Net worth: $148.7 billion
Source: Microsoft, LA Clippers, investments
Age: 69
Residence: Hunts Point, Washington
Citizenship: U.S.
The former Microsoft CEO–who spoke on a podcast in June about his commitment to holding onto most of his Microsoft shares since he left the company in 2014–got an estimated $7.5 billion wealthier in the past month, buoyed by a 7% advance in Microsoft shares.
Ballmer, a classmate of Bill Gates at Harvard University, joined Microsoft as employee number 30 in 1980 after dropping out of the MBA program at Stanford University.
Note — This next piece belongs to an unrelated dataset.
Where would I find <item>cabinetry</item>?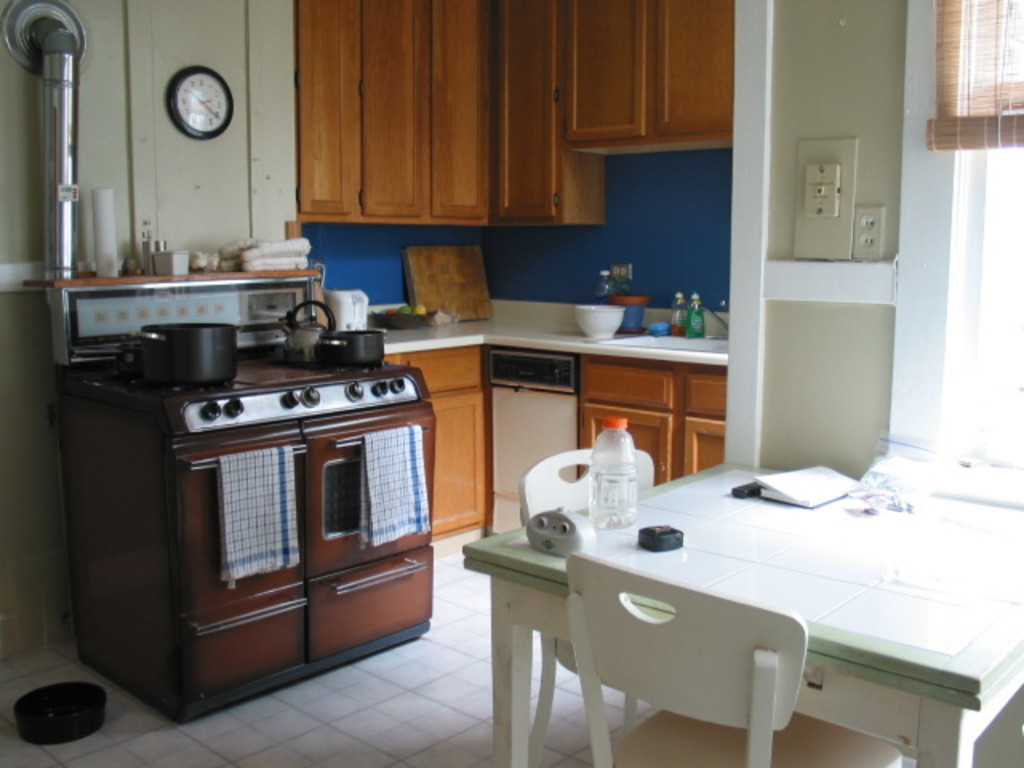
At Rect(584, 358, 670, 406).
He ran Microsoft as its CEO from 2000 to 2014.
When Ballmer retired from Microsoft, he purchased the Los Angeles Clippers team for $2 billion—a record high for an NBA team at the time. Forbes now values the team at $5.5 billion. The new home for the Clippers, the Intuit Dome in Inglewood—not far from Los Angeles International Airport—opened in August 2024.
9. Warren Buffett

Net worth: $143.4 billion
Source: Berkshire Hathaway
Age: 94
Residence: Omaha, Nebraska
Citizenship: U.S.
Warren Buffett was one of just two in the top 10 whose fortunes fell in the past month, a $2.2 billion drop as a result of a slightly more than 1% decline in Berkshire Hathaway shares. Buffett dropped from No. 6 richest in July to No. 9.
Known as the “Oracle of Omaha,” Buffett is one of the most successful investors of all time. He still runs Berkshire Hathaway, which owns dozens of companies, including insurer Geico, battery maker Duracell and restaurant chain Dairy Queen, but announced in May that he will retire as CEO at the end of 2025. The son of a U.S. congressman, he first bought stock at age 11 and first filed taxes at age 13.
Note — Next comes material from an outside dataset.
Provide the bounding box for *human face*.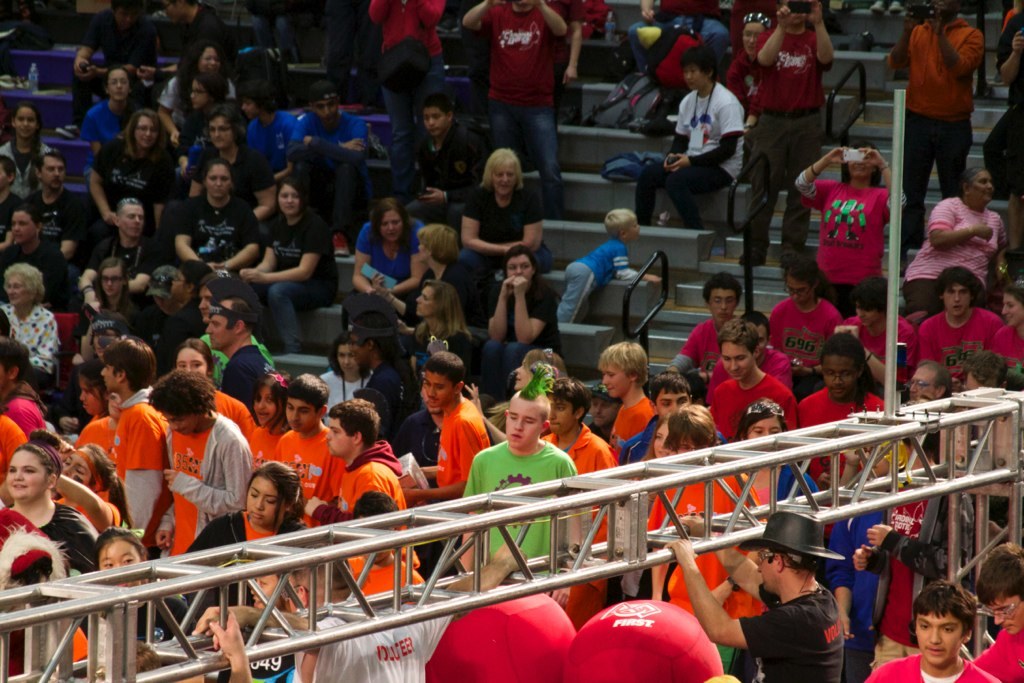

Buffett created the Giving Pledge with Bill Gates and Melinda French Gates in 2010, asking billionaires to commit to give away at least half their fortune to charitable groups. Buffett has said he would donate 99% of his fortune. So far he’s give more than $66 billion of Berkshire Hathaway stock to the Gates Foundation (formerly the Bill & Melinda Gates Foundation), foundations run by his children and one started by his late first wife. The Giving Pledge turns 15 years old this year.
10. Bernard Arnault


Net worth: $142.9 billion
Source: LVMH/ luxury goods
Age: 76
Residence: Paris
Citizenship: France
The luxury goods tycoon got $4.5 billion richer due to a roughly 6% rise in LVMH shares. But that wasn’t enough to keep the No. 9 spot he had a month ago. Now he ranks No. 10 in the world.
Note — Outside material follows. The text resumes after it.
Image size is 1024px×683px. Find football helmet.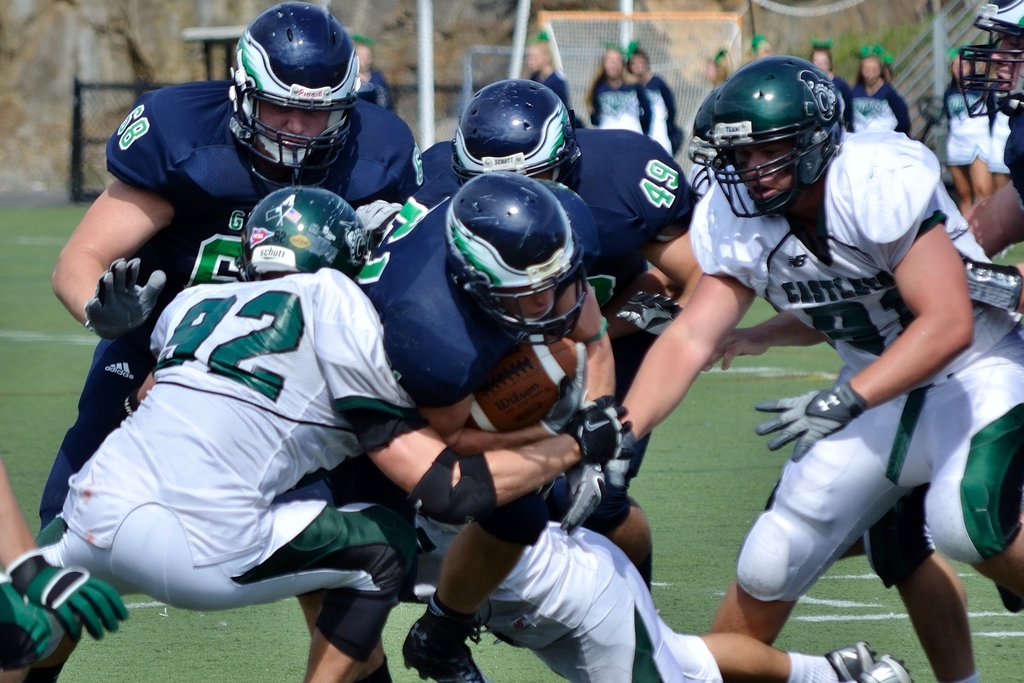
955, 0, 1022, 115.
Bernard Arnault is CEO and chairman of luxury goods group LVMH. Arnault’s father made millions in the construction business; to get his start, Arnault used $15 million of that fortune to buy Christian Dior. He has since built the largest luxury goods company in the world with some 70 fashion and cosmetics brands, including Louis Vuitton, Christian Dior, Moet & Chandon, Sephora and jeweler Tiffany & Co.
All five of Arnault’s children work in parts of the LVMH empire. In 2024, Arnault nominated two of his sons—Alexandre and Frédéric—to the board of LVMH; Alexandre was named deputy CEO of LVMH’s wine and spirits division. His daughter Delphine, who runs Dior, and son Antoine, already sit on the board. In June 2024, he named son Frédéric as head of LVMH’s family holding group. His youngest son, Jean, is director of watches at Louis Vuitton.
Arnault was the world’s richest person for most of the first half of 2023 and again from February through late May 2024.
Who is the richest man in the world?
As of August 1, 2025, the richest person in the world is Tesla and SpaceX CEO Elon Musk. He’s worth $401.2 billion. He moved into the number one spot in late May 2024, overtaking Bernard Arnault of France.
Who is the richest woman in the world?
The richest woman in the world is Alice Walton, daughter of Walmart founder Sam Walton. As of August 1, 2025, she is worth an estimated $107 billion and is the world’s 16th richest person. Her fortune lies in her ownership stake in retailer Walmart, which she inherited from her late father. Her brothers Rob, Jim and John (d. 2005) also inherited stakes in Walmart from their father. John’s widow Christy Walton and their son Lukas Walton inherited John’s shares and both rank on Forbes’ billionaires list.